On Being Liked
I experienced harsh hurt when someone once told me I was not considerate of others. I was a teenager and (like, wait, can we talk about my hair looking like My So Called Life?) it was probably true.
As a matter of correction, I may have swung the pendulum too forcefully the opposite way, because to this day I generally consider myself hyper-sensitive to others to a fault. I'm always overthinking whether I'm saying the right thing to make people feel appreciated and comfortable.
For me personally, the ultimate metric is being liked. If I sense I am unanimously well-liked, I get an A+, which is fine, albeit intense. The problem is that when I'm sensing there is even one single person who has a basic distaste for me, I'm giving myself a fat F-.
Then recently I heard somebody say "every person will always be too much for at least somebody, so just be yourself."

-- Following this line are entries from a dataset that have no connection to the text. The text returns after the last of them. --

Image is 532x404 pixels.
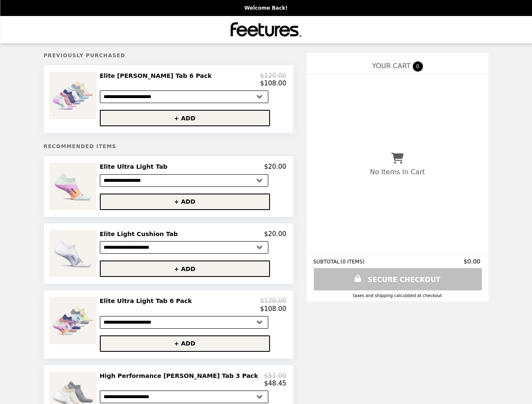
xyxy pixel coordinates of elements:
[49,297,99,344] img: Elite Ultra Light Tab 6 Pack
[100,163,171,171] h2: Elite Ultra Light Tab
[313,259,341,265] span: SUBTOTAL
[100,391,268,403] select: Select a product variant
[244,5,288,11] p: Welcome Back!
[100,297,196,305] h2: Elite Ultra Light Tab 6 Pack
[100,260,270,277] button: + ADD
[260,72,286,80] p: $120.00
[231,21,301,38] img: Brand Logo
[264,163,287,171] p: $20.00
[100,194,270,210] button: + ADD
[44,53,293,58] h5: Previously Purchased
[260,80,286,87] p: $108.00
[100,174,268,187] select: Select a product variant
[260,305,286,313] p: $108.00
[44,144,293,149] h5: Recommended Items
[100,110,270,126] button: + ADD
[260,297,286,305] p: $120.00
[413,61,423,71] span: 0
[49,72,99,119] img: Elite Max Cushion Tab 6 Pack
[313,294,482,298] div: Taxes and Shipping calculated at checkout
[372,62,410,70] span: YOUR CART
[100,372,262,380] h2: High Performance [PERSON_NAME] Tab 3 Pack
[49,163,98,210] img: Elite Ultra Light Tab
[100,241,268,254] select: Select a product variant
[370,168,425,176] p: No Items In Cart
[100,230,181,238] h2: Elite Light Cushion Tab
[49,230,98,277] img: Elite Light Cushion Tab
[100,335,270,352] button: + ADD
[264,380,287,387] p: $48.45
[100,316,268,329] select: Select a product variant
[463,258,482,265] span: $0.00
[100,72,215,80] h2: Elite [PERSON_NAME] Tab 6 Pack
[100,90,268,103] select: Select a product variant
[264,230,287,238] p: $20.00
[340,259,365,265] span: ( 0 ITEMS )
[264,372,287,380] p: $51.00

How freeing it felt to embrace parts of me that I wrestle to tame in order to be liked. There are ugly bits: I do in fact still care about my hair, but I'm learning that if you can't take my dose of vanity, that's OK. Out-of-place bits: I am not a Greenwich lady who lunches in pearls. I am a downtown New Yorker who happens to live in Greenwich. Intense bits: I have a deep need to be as blonde as chemically possible. Strange bits: I am deeply, gravely obsessed with beauty products. But I'm also funny, nice and loving, and I take very good care of my friends.
Then recently I heard somebody say "every person will always be too much for at least somebody, so just be yourself."
Let's take Gwyneth for example. People revile her. She famously said that being an actress is harder than being a working mom, and also boasted that she loves everything that comes in hotdog buns - except for hotdogs. But, I kind of live for all her advice, especially from the early years of Goop, when it was all about re-inventing breakfast, demystifying mindfulness, and healing emotions to solve bodily pain. One article about relationships changed every aspect of the way I interact with people. Gwyneth says "I am who I am," even if that means you have to feel bad about yourself reading that she makes homemade jam, and has the patience to fold 1,000 paper cranes. The point is, I am profoundly grateful that Gwyneth just keeps on being herself, even though she's too much for lots of people.
Therefore, if at the very moment I am mid-sentence inviting a person over, they turn their back to say goodbye (it's happened), I'm going to try hard to be OK with it. I will surely be too much for somebody, but maybe there will be another who somehow benefits from (or plain enjoys) me just being me.